Usage examples of "skittles".

Though my recruitment onto the team denoted some raising of my status in the village I had not risen too high as there had always been a problem getting new members: a lot of the newer inhabitants of the Northamptonshire villages had difficulty in seeing the point of throwing cheese-shaped bits of wood at skittles in the evening after a hard day spent designing new forms of poison gas or new methods of torturing animals.

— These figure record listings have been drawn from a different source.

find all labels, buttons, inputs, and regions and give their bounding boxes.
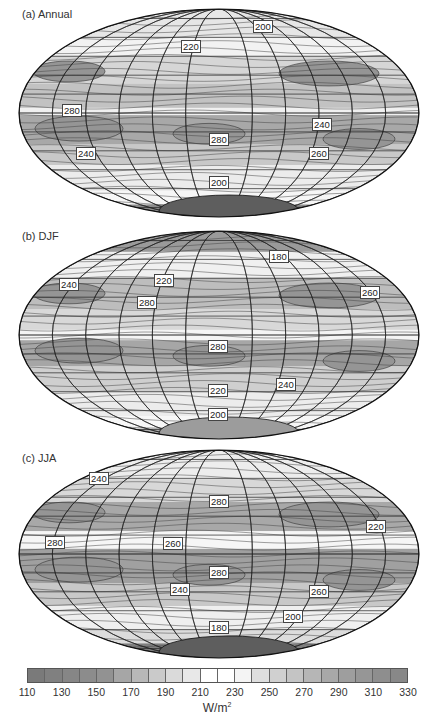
contour-label: 260 (309, 147, 329, 160)
contour-label: 180 (209, 621, 229, 634)
contour-label: 200 (283, 610, 303, 623)
colorbar-bin (183, 669, 200, 682)
contour-label: 280 (209, 566, 229, 579)
panel-title-djf: (b) DJF (22, 230, 59, 242)
contour-label: 280 (62, 104, 82, 117)
contour-label: 220 (208, 384, 228, 397)
colorbar-bin (287, 669, 304, 682)
colorbar-bin (114, 669, 131, 682)
colorbar-bin (201, 669, 218, 682)
panel-title-annual: (a) Annual (22, 8, 72, 20)
colorbar-tick-label: 290 (330, 686, 348, 698)
contour-label: 220 (366, 520, 386, 533)
contour-label: 220 (154, 274, 174, 287)
colorbar-tick-label: 270 (295, 686, 313, 698)
contour-label: 180 (269, 250, 289, 263)
colorbar-tick-label: 210 (191, 686, 209, 698)
colorbar-bin (28, 669, 45, 682)
colorbar-bin (356, 669, 373, 682)
colorbar-tick-label: 110 (19, 686, 36, 698)
colorbar-unit-label: W/m2 (0, 701, 434, 715)
contour-label: 240 (170, 583, 190, 596)
colorbar-bin (322, 669, 339, 682)
contour-label: 280 (209, 495, 229, 508)
colorbar-tick-label: 170 (122, 686, 140, 698)
colorbar-bin (97, 669, 114, 682)
colorbar-bin (80, 669, 97, 682)
colorbar-tick-label: 310 (365, 686, 383, 698)
colorbar-bin (339, 669, 356, 682)
panel-djf: (b) DJF 180240220280260280220240200 (0, 222, 434, 444)
unit-text: W/m (203, 701, 228, 715)
contour-label: 260 (309, 585, 329, 598)
colorbar-tick-label: 130 (53, 686, 71, 698)
contour-label: 280 (208, 340, 228, 353)
colorbar-tick-label: 230 (226, 686, 244, 698)
colorbar-bin (166, 669, 183, 682)
contour-label: 200 (208, 408, 228, 421)
colorbar-bin (270, 669, 287, 682)
unit-superscript: 2 (227, 701, 231, 708)
contour-label: 240 (276, 378, 296, 391)
contour-label: 220 (181, 40, 201, 53)
contour-label: 260 (163, 537, 183, 550)
colorbar-bin (149, 669, 166, 682)
colorbar-bin (63, 669, 80, 682)
contour-label: 240 (89, 472, 109, 485)
colorbar-ticks: 110130150170190210230250270290310330 (0, 686, 434, 700)
colorbar-tick-label: 150 (88, 686, 106, 698)
contour-label: 240 (76, 147, 96, 160)
contour-label: 280 (45, 536, 65, 549)
colorbar (27, 668, 408, 683)
colorbar-bin (391, 669, 407, 682)
contour-label: 200 (253, 20, 273, 33)
contour-label: 240 (312, 118, 332, 131)
colorbar-bin (304, 669, 321, 682)
colorbar-bin (252, 669, 269, 682)
colorbar-bin (132, 669, 149, 682)
contour-label: 200 (209, 176, 229, 189)
contour-label: 260 (360, 286, 380, 299)
panel-title-jja: (c) JJA (22, 452, 56, 464)
colorbar-bin (373, 669, 390, 682)
panel-jja: (c) JJA 240280220280260280240260200180 (0, 444, 434, 666)
colorbar-tick-label: 250 (261, 686, 279, 698)
contour-label: 240 (59, 278, 79, 291)
colorbar-bin (235, 669, 252, 682)
contour-label: 280 (137, 296, 157, 309)
colorbar-bin (45, 669, 62, 682)
colorbar-tick-label: 190 (157, 686, 175, 698)
colorbar-bin (218, 669, 235, 682)
colorbar-tick-label: 330 (399, 686, 417, 698)
contour-label: 280 (209, 133, 229, 146)
panel-annual: (a) Annual 200220280280240240260200 (0, 0, 434, 222)
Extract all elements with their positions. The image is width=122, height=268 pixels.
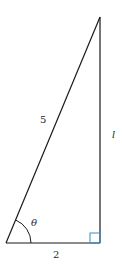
opposite-side-label: l <box>112 130 115 140</box>
angle-theta-label: θ <box>31 218 37 228</box>
hypotenuse-label: 5 <box>40 115 46 125</box>
hypotenuse-side <box>6 17 100 243</box>
adjacent-side-label: 2 <box>53 250 59 260</box>
right-triangle-diagram <box>0 0 122 268</box>
angle-arc-icon <box>16 220 31 243</box>
right-angle-marker-icon <box>90 233 100 243</box>
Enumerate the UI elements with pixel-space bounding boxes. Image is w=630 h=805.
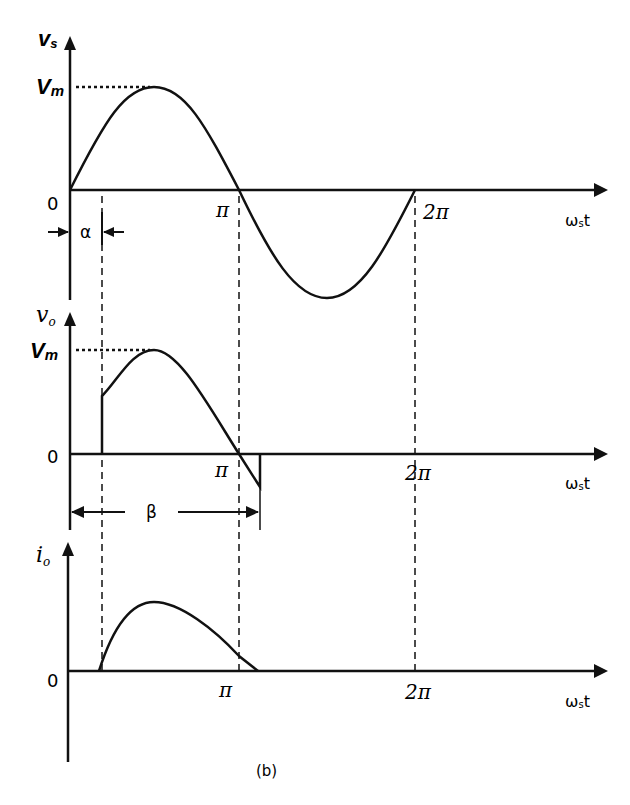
- io-2pi-label: 2π: [404, 680, 432, 704]
- panel-source-voltage: vs Vm 0 α π 2π ωst: [36, 26, 608, 300]
- beta-label: β: [146, 502, 157, 522]
- vs-y-label: vs: [38, 26, 57, 51]
- beta-arrow-right-icon: [246, 506, 259, 518]
- io-x-axis-arrow-icon: [594, 664, 608, 678]
- vs-peak-label: Vm: [36, 74, 64, 99]
- beta-arrow-left-icon: [71, 506, 84, 518]
- guide-lines: [102, 196, 415, 671]
- rectifier-waveform-diagram: vs Vm 0 α π 2π ωst vo: [0, 0, 630, 805]
- vo-x-axis-arrow-icon: [594, 447, 608, 461]
- vo-waveform: [102, 350, 260, 487]
- vo-pi-label: π: [214, 458, 229, 482]
- alpha-arrow-left-icon: [58, 227, 69, 237]
- alpha-arrow-right-icon: [103, 227, 114, 237]
- vo-origin-label: 0: [47, 446, 58, 467]
- vo-y-label: vo: [36, 302, 56, 329]
- vs-sine-curve: [70, 87, 415, 298]
- vs-pi-label: π: [215, 198, 230, 222]
- vs-x-axis-arrow-icon: [594, 183, 608, 197]
- io-pi-label: π: [218, 678, 233, 702]
- figure-caption: (b): [256, 762, 277, 780]
- vo-2pi-label: 2π: [404, 461, 432, 485]
- alpha-label: α: [80, 222, 91, 242]
- panel-output-current: io 0 π 2π ωst: [36, 542, 608, 762]
- vo-y-axis-arrow-icon: [64, 312, 76, 326]
- io-origin-label: 0: [47, 670, 58, 691]
- vo-peak-label: Vm: [30, 338, 58, 363]
- io-y-axis-arrow-icon: [62, 542, 74, 556]
- vs-origin-label: 0: [47, 193, 58, 214]
- io-x-label: ωst: [565, 692, 590, 711]
- panel-output-voltage: vo Vm 0 π 2π β ωst: [30, 302, 608, 530]
- vs-y-axis-arrow-icon: [64, 36, 76, 50]
- io-y-label: io: [36, 542, 50, 569]
- vs-x-label: ωst: [565, 211, 590, 230]
- vs-2pi-label: 2π: [422, 200, 450, 224]
- io-current-curve: [99, 602, 258, 671]
- vo-x-label: ωst: [565, 474, 590, 493]
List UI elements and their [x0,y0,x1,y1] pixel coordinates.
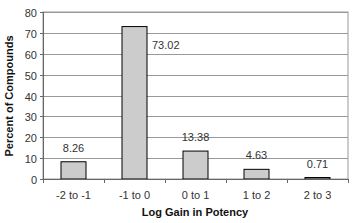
y-tick-label: 70 [25,28,37,40]
bar [305,178,330,179]
bar [122,27,147,179]
data-label: 0.71 [307,158,328,170]
x-axis-title: Log Gain in Potency [142,206,249,218]
bar [61,162,86,179]
x-tick-label: 2 to 3 [304,189,332,201]
bar [244,169,269,179]
bars: 8.2673.0213.384.630.71 [61,27,330,179]
data-label: 8.26 [63,142,84,154]
x-tick-label: -2 to -1 [56,189,91,201]
bar-chart: 8.2673.0213.384.630.71 01020304050607080… [0,0,354,223]
data-label: 4.63 [246,149,267,161]
y-tick-label: 80 [25,7,37,19]
y-tick-label: 0 [31,174,37,186]
y-axis-title: Percent of Compounds [3,35,15,156]
data-label: 13.38 [182,131,210,143]
y-tick-label: 20 [25,132,37,144]
y-tick-label: 10 [25,153,37,165]
bar [183,151,208,179]
y-tick-label: 40 [25,91,37,103]
x-tick-label: 0 to 1 [182,189,210,201]
y-tick-label: 60 [25,49,37,61]
y-tick-label: 50 [25,70,37,82]
data-label: 73.02 [152,39,180,51]
y-tick-label: 30 [25,111,37,123]
x-tick-label: 1 to 2 [243,189,271,201]
x-tick-label: -1 to 0 [119,189,150,201]
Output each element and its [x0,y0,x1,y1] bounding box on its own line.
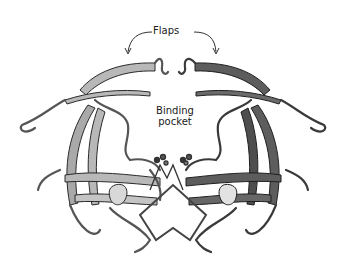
left-monomer [65,63,160,205]
protein-ribbon-diagram [0,0,346,273]
flaps-label: Flaps [153,25,179,36]
binding-pocket-label-line1: Binding [150,105,200,116]
right-monomer [186,63,281,205]
binding-pocket-label-line2: pocket [150,116,200,127]
binding-pocket-label: Binding pocket [150,105,200,127]
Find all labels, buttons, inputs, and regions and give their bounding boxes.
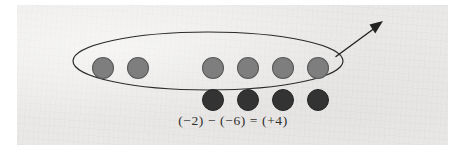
counter-dark [238, 90, 259, 111]
counter-light [203, 58, 224, 79]
counter-light [128, 58, 149, 79]
counter-light [238, 58, 259, 79]
counter-light [273, 58, 294, 79]
figure-canvas: (−2) − (−6) = (+4) [0, 0, 466, 153]
counter-dark [273, 90, 294, 111]
dark-counters-row [203, 90, 329, 111]
equation-label: (−2) − (−6) = (+4) [0, 113, 466, 129]
removal-arrow [336, 21, 383, 57]
arrow-head-icon [370, 21, 384, 33]
counter-dark [308, 90, 329, 111]
counter-light [93, 58, 114, 79]
light-counters-row [93, 58, 329, 79]
counter-dark [203, 90, 224, 111]
diagram-svg [0, 0, 466, 153]
counter-light [308, 58, 329, 79]
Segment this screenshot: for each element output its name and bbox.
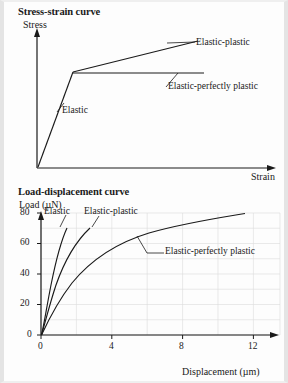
load-label-elastic-plastic: Elastic-plastic bbox=[84, 206, 138, 216]
stress-label-elastic: Elastic bbox=[62, 105, 88, 115]
load-ytick-0: 0 bbox=[27, 329, 32, 339]
load-leader-elastic-perfectly-plastic bbox=[137, 236, 164, 253]
load-label-elastic-perfectly-plastic: Elastic-perfectly plastic bbox=[165, 246, 255, 256]
stress-label-elastic-plastic: Elastic-plastic bbox=[196, 37, 250, 47]
load-ytick-80: 80 bbox=[20, 207, 30, 217]
load-ytick-60: 60 bbox=[20, 237, 30, 247]
load-label-elastic: Elastic bbox=[44, 206, 70, 216]
horizontal-gridlines bbox=[41, 213, 280, 335]
displacement-x-tickmarks bbox=[41, 335, 253, 339]
load-curve-elastic bbox=[42, 228, 68, 335]
displacement-xtick-12: 12 bbox=[248, 341, 258, 351]
load-displacement-panel: Load-displacement curve Load (µN) Displa… bbox=[4, 185, 284, 383]
figure-container: Stress-strain curve Stress Strain Elasti… bbox=[0, 0, 288, 383]
stress-y-axis-arrow bbox=[34, 28, 40, 37]
load-ytick-40: 40 bbox=[20, 268, 30, 278]
strain-x-axis-arrow bbox=[267, 165, 276, 171]
displacement-x-axis-arrow bbox=[270, 332, 279, 338]
stress-strain-plot bbox=[4, 2, 288, 190]
load-leader-elastic bbox=[60, 215, 66, 227]
displacement-xtick-8: 8 bbox=[179, 341, 184, 351]
stress-strain-panel: Stress-strain curve Stress Strain Elasti… bbox=[4, 2, 284, 190]
stress-curve-elastic bbox=[38, 72, 73, 167]
load-leader-elastic-plastic bbox=[92, 216, 99, 227]
stress-curve-elastic-plastic bbox=[73, 41, 198, 72]
stress-label-elastic-perfectly-plastic: Elastic-perfectly plastic bbox=[168, 81, 258, 91]
displacement-xtick-4: 4 bbox=[109, 341, 114, 351]
displacement-xtick-0: 0 bbox=[38, 341, 43, 351]
load-ytick-20: 20 bbox=[20, 298, 30, 308]
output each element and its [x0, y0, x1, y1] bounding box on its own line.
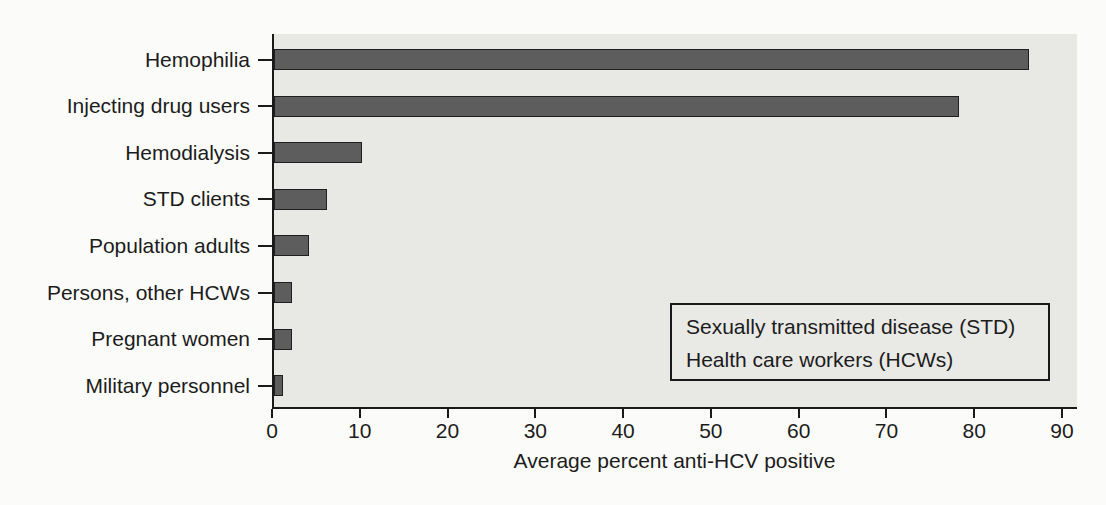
x-tick-60: [798, 409, 800, 418]
legend-line-1: Health care workers (HCWs): [686, 343, 1048, 376]
hcv-bar-chart-figure: HemophiliaInjecting drug usersHemodialys…: [0, 0, 1106, 505]
x-tick-10: [359, 409, 361, 418]
legend-box: Sexually transmitted disease (STD)Health…: [670, 303, 1050, 381]
x-tick-70: [885, 409, 887, 418]
y-tick-4: [258, 245, 272, 247]
y-tick-6: [258, 338, 272, 340]
category-label-1: Injecting drug users: [0, 93, 250, 119]
x-tick-label-90: 90: [1032, 419, 1092, 443]
y-tick-2: [258, 152, 272, 154]
x-tick-label-50: 50: [681, 419, 741, 443]
x-tick-label-80: 80: [944, 419, 1004, 443]
y-tick-1: [258, 105, 272, 107]
bar-6: [274, 329, 292, 350]
x-tick-80: [973, 409, 975, 418]
x-tick-label-20: 20: [418, 419, 478, 443]
x-tick-label-70: 70: [856, 419, 916, 443]
legend-line-0: Sexually transmitted disease (STD): [686, 310, 1048, 343]
x-tick-30: [534, 409, 536, 418]
category-label-6: Pregnant women: [0, 326, 250, 352]
x-tick-90: [1061, 409, 1063, 418]
category-label-4: Population adults: [0, 233, 250, 259]
bar-3: [274, 189, 327, 210]
category-label-0: Hemophilia: [0, 47, 250, 73]
x-tick-0: [271, 409, 273, 418]
bar-2: [274, 142, 362, 163]
y-tick-5: [258, 292, 272, 294]
bar-1: [274, 96, 959, 117]
x-tick-label-40: 40: [593, 419, 653, 443]
x-tick-50: [710, 409, 712, 418]
bar-7: [274, 375, 283, 396]
y-tick-7: [258, 385, 272, 387]
y-tick-0: [258, 59, 272, 61]
category-label-3: STD clients: [0, 186, 250, 212]
x-tick-label-10: 10: [330, 419, 390, 443]
category-label-2: Hemodialysis: [0, 140, 250, 166]
category-label-5: Persons, other HCWs: [0, 280, 250, 306]
bar-5: [274, 282, 292, 303]
x-tick-40: [622, 409, 624, 418]
x-tick-20: [447, 409, 449, 418]
bar-4: [274, 235, 309, 256]
x-tick-label-30: 30: [505, 419, 565, 443]
bar-0: [274, 49, 1029, 70]
x-tick-label-60: 60: [769, 419, 829, 443]
category-label-7: Military personnel: [0, 373, 250, 399]
x-axis-title: Average percent anti-HCV positive: [272, 448, 1077, 473]
y-tick-3: [258, 198, 272, 200]
x-tick-label-0: 0: [242, 419, 302, 443]
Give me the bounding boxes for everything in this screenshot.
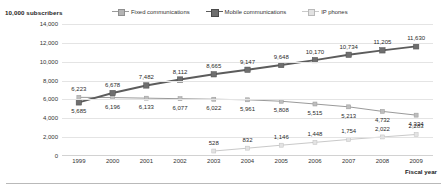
data-label: 5,515 (307, 110, 322, 116)
x-axis-tick-label: 2000 (106, 158, 119, 164)
data-point-marker (279, 62, 284, 67)
y-axis-tick-label: 6,000 (43, 96, 58, 102)
data-point-marker (347, 105, 351, 109)
data-label: 9,648 (274, 54, 289, 60)
gridline (62, 99, 433, 100)
data-label: 1,448 (307, 131, 322, 137)
legend-item-ip-phones[interactable]: IP phones (302, 8, 347, 15)
data-point-marker (313, 102, 317, 106)
data-label: 6,077 (173, 105, 188, 111)
y-axis-tick-label: 12,000 (40, 40, 58, 46)
data-label: 11,205 (373, 39, 391, 45)
data-point-marker (413, 44, 418, 49)
y-axis-tick-label: 14,000 (40, 21, 58, 27)
data-label: 11,630 (407, 35, 425, 41)
data-point-marker (110, 90, 115, 95)
data-point-marker (212, 149, 216, 153)
chart-legend: Fixed communications Mobile communicatio… (112, 8, 348, 15)
x-axis-tick-label: 2003 (207, 158, 220, 164)
data-label: 5,961 (240, 106, 255, 112)
data-label: 6,133 (139, 104, 154, 110)
legend-item-mobile-communications[interactable]: Mobile communications (206, 8, 287, 15)
data-label: 6,678 (105, 82, 120, 88)
data-label: 5,685 (71, 108, 86, 114)
data-label: 2,283 (409, 123, 424, 129)
data-label: 10,170 (306, 49, 324, 55)
legend-item-fixed-communications[interactable]: Fixed communications (112, 8, 190, 15)
data-label: 6,022 (206, 105, 221, 111)
data-label: 5,213 (341, 113, 356, 119)
x-axis-tick-label: 2006 (308, 158, 321, 164)
x-axis-tick-label: 1999 (72, 158, 85, 164)
gridline (62, 24, 433, 25)
series-line (79, 46, 416, 102)
x-axis-tick-label: 2004 (241, 158, 254, 164)
x-axis-tick-label: 2009 (409, 158, 422, 164)
data-label: 8,112 (173, 69, 188, 75)
data-label: 1,146 (274, 134, 289, 140)
y-axis-tick-label: 4,000 (43, 115, 58, 121)
data-point-marker (346, 52, 351, 57)
data-point-marker (76, 100, 81, 105)
y-axis-tick-label: 2,000 (43, 134, 58, 140)
data-label: 4,732 (375, 117, 390, 123)
data-point-marker (414, 132, 418, 136)
y-axis-tick-label: 0 (55, 153, 58, 159)
data-point-marker (313, 140, 317, 144)
bottom-divider (6, 183, 441, 184)
data-label: 1,754 (341, 128, 356, 134)
data-label: 10,734 (339, 44, 357, 50)
legend-label-mobile: Mobile communications (225, 9, 287, 15)
data-label: 6,196 (105, 104, 120, 110)
data-label: 8,665 (206, 63, 221, 69)
data-point-marker (144, 83, 149, 88)
data-label: 832 (242, 137, 252, 143)
legend-label-fixed: Fixed communications (131, 9, 190, 15)
data-label: 5,808 (274, 107, 289, 113)
y-axis-tick-label: 8,000 (43, 78, 58, 84)
x-axis-tick-label: 2008 (376, 158, 389, 164)
data-point-marker (279, 143, 283, 147)
x-axis-tick-label: 2001 (140, 158, 153, 164)
data-point-marker (380, 48, 385, 53)
data-point-marker (380, 109, 384, 113)
data-point-marker (211, 72, 216, 77)
plot-area: 02,0004,0006,0008,00010,00012,00014,0001… (62, 24, 433, 156)
y-axis-tick-label: 10,000 (40, 59, 58, 65)
x-axis-tick-label: 2005 (275, 158, 288, 164)
data-label: 2,022 (375, 126, 390, 132)
data-point-marker (246, 146, 250, 150)
data-label: 9,147 (240, 59, 255, 65)
data-label: 6,223 (71, 86, 86, 92)
data-point-marker (245, 67, 250, 72)
legend-label-ip: IP phones (321, 9, 347, 15)
line-chart: 10,000 subscribers Fixed communications … (0, 0, 447, 190)
legend-marker-fixed-icon (112, 8, 129, 15)
x-axis-tick-label: 2007 (342, 158, 355, 164)
data-point-marker (414, 113, 418, 117)
data-label: 528 (209, 140, 219, 146)
legend-marker-mobile-icon (206, 8, 223, 15)
legend-marker-ip-icon (302, 8, 319, 15)
y-axis-unit-label: 10,000 subscribers (5, 9, 63, 16)
x-axis-title: Fiscal year (405, 168, 437, 175)
data-label: 7,482 (139, 74, 154, 80)
x-axis-tick-label: 2002 (173, 158, 186, 164)
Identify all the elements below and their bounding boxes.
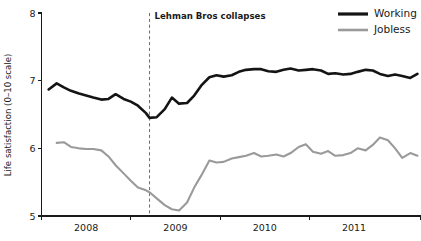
- x-axis-tick-label: 2008: [74, 222, 98, 233]
- x-axis-tick-label: 2010: [253, 222, 277, 233]
- y-axis-title-label: Life satisfaction (0–10 scale): [3, 54, 13, 177]
- chart-figure: Life satisfaction (0–10 scale) 5678 2008…: [0, 0, 421, 241]
- y-axis-title: Life satisfaction (0–10 scale): [3, 54, 13, 177]
- legend-label-jobless: Jobless: [373, 23, 411, 35]
- y-axis-tick-label: 6: [29, 143, 35, 154]
- series-line-jobless: [57, 138, 418, 211]
- x-axis: 2008200920102011: [42, 216, 421, 233]
- y-axis-tick-label: 5: [29, 211, 35, 222]
- lehman-collapse-marker-label: Lehman Bros collapses: [155, 11, 266, 21]
- x-axis-tick-label: 2009: [163, 222, 187, 233]
- x-axis-tick-label: 2011: [342, 222, 366, 233]
- y-axis-tick-label: 7: [29, 75, 35, 86]
- chart-legend: WorkingJobless: [338, 7, 417, 35]
- legend-label-working: Working: [374, 7, 417, 19]
- chart-annotations: Lehman Bros collapses: [150, 11, 266, 216]
- chart-series: [49, 68, 418, 210]
- series-line-working: [49, 68, 418, 117]
- y-axis: 5678: [29, 8, 41, 222]
- line-chart: Life satisfaction (0–10 scale) 5678 2008…: [0, 0, 421, 241]
- y-axis-tick-label: 8: [29, 8, 35, 19]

When I was up in town I met Mercy, through meeting Mercy I am now living with a girl who is forty years younger than me, my house is full of noise and her friends, I'm in the stupid skittles team throwing cheese-shaped bits of wood about twice a week and I haven't written a line of my poem, my great opus, my final testament to the world that will echo down the centuries, in fucking months!

But I heard, afterwards, that he was seen to play a lively game at skittles, before noon.

Crupp, 'if you was to take to skittles, now, which is healthy, you might find it divert your mind, and do you good.

Crupp's advice, and, perhaps, for no better reason than because there was a certain similarity in the sound of the word skittles and Traddles, that it came into my head, next day, to go and look after Traddles.

Sir Joseph Bowley, Baronet and Member of Parliament, was to play a match at skittles - real skittles - with his tenants!